Using language that is full of jargon or corporate or technical terms helps no one. In fact, it does the opposite — people disengage from your message, which is precisely what we don’t want when trying to cut through the noise.
Instead, most guidelines suggest we communicate at the level of a 14-year-old, so you reach as many people in your audience as possible. Also, tailor your language to different audience segments. For example, it might be okay to keep using scientific terms with scientists, but you’ll need to use very different language for Jo Public.
Less
Keep it short. Long communication, whether written, verbal, or audio/visual, turns people off from the beginning, especially if you’re not hooking them in quickly. Very few people spend more than a few seconds reading an email. Most spend only nine seconds on average, and will only read 50-100 words.

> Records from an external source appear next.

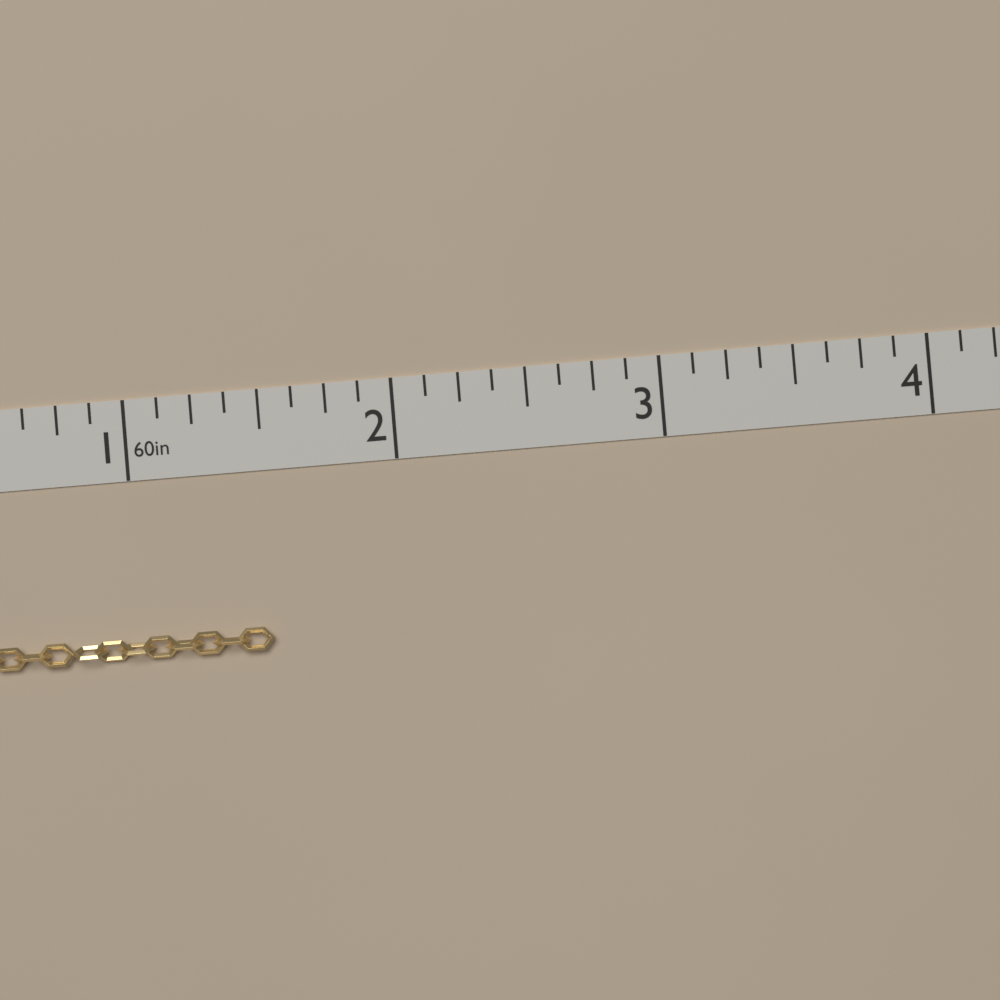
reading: 1.500 in
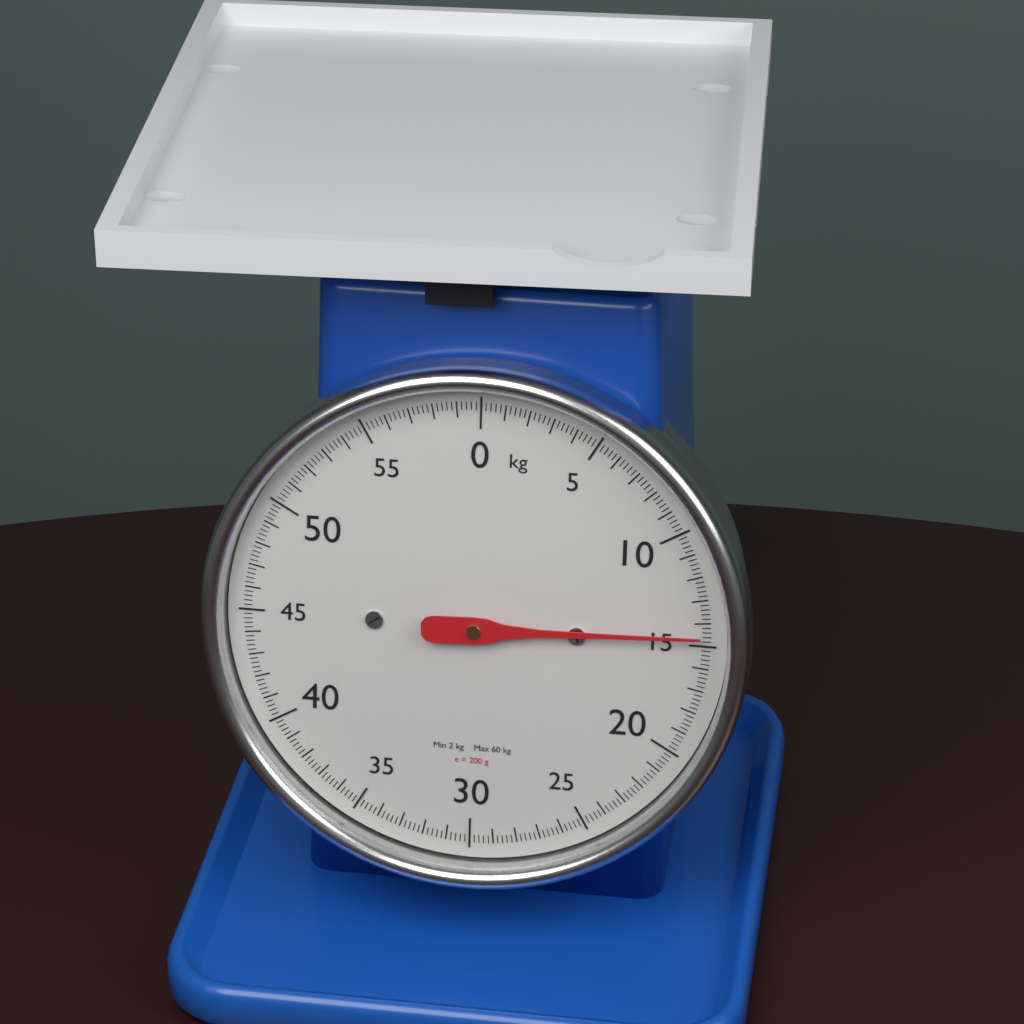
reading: 14.6 kg
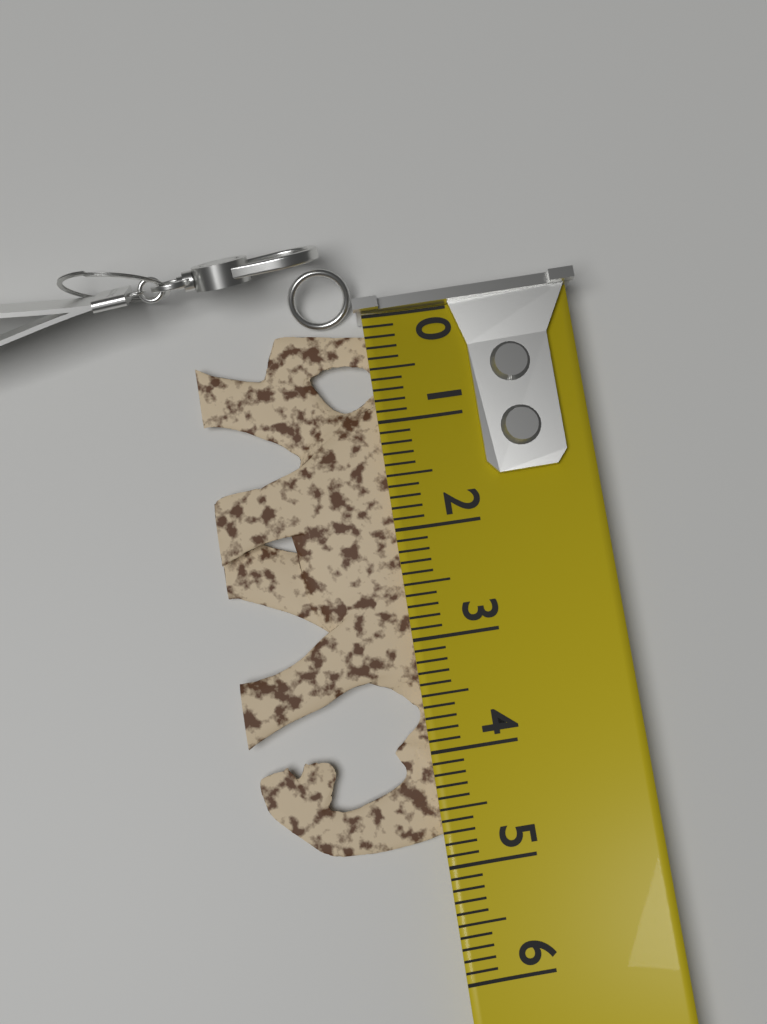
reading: 4.8 (no unit)
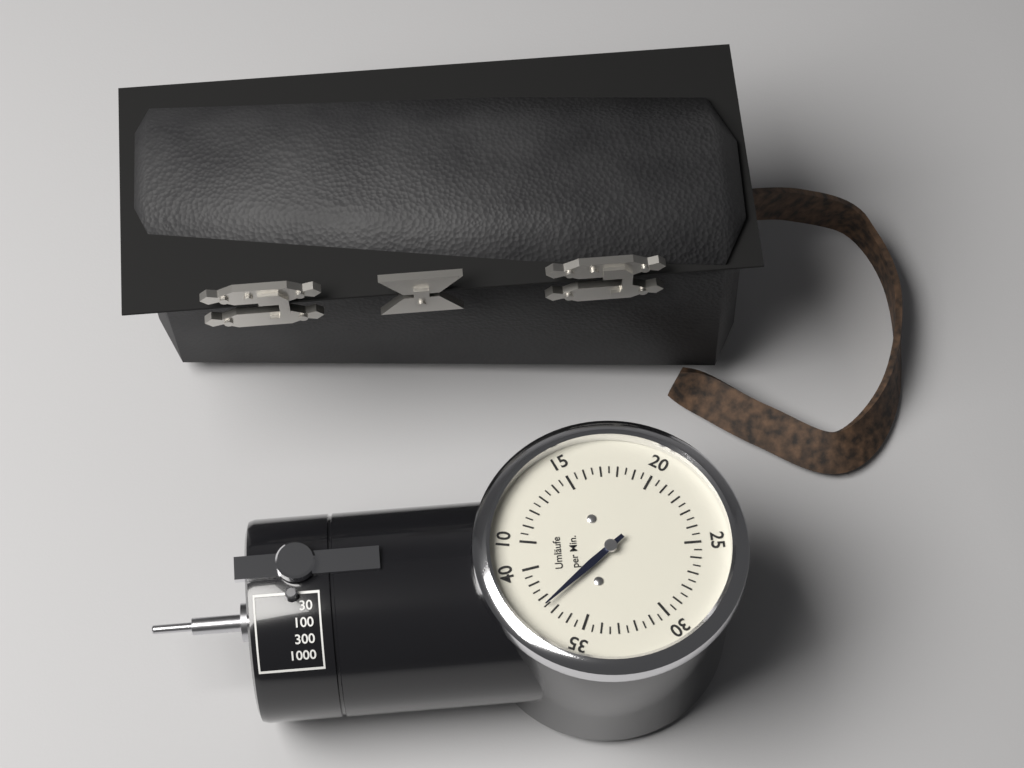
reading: 37.5 Umläufe per Min.
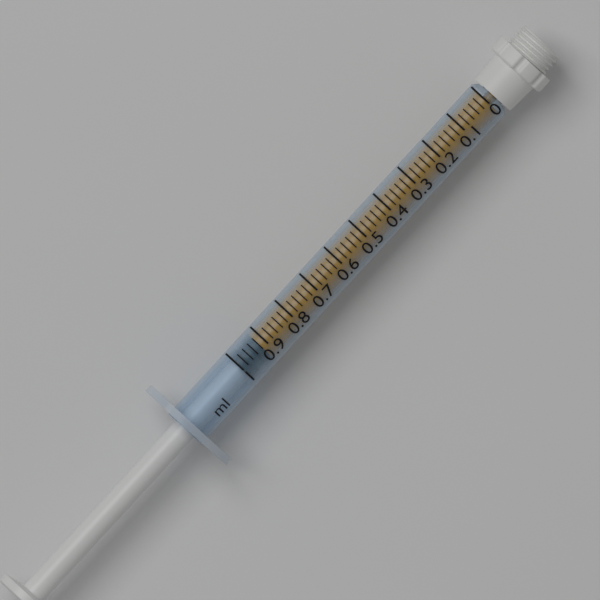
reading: 0.92 ml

Keeping it short will not only attract and keep attention, but it’s more likely it will be appreciated by your audience.
Skimmable
That beautiful, long narrative you wrote where you agonized over almost every word? Yeah, nobody’s reading it, especially in a digital format. Dozens of eye-tracking studies have found we tend to skim-read most things, looking for signposts to help us quickly make sense of the message.
This is where tools like short subheadings, bullet points, and visuals can be very useful. Your job is to help people navigate the communication quickly, while also consuming the key messages accurately.
Want to learn more from Mel Loy and take your change communication to the next level? Watch the IABC On Demand Master Class recording of Change Communication Mastery, where she explores how communication drives successful change, how to tailor your approach to different audiences, and how to apply brain-based insights to make change stick.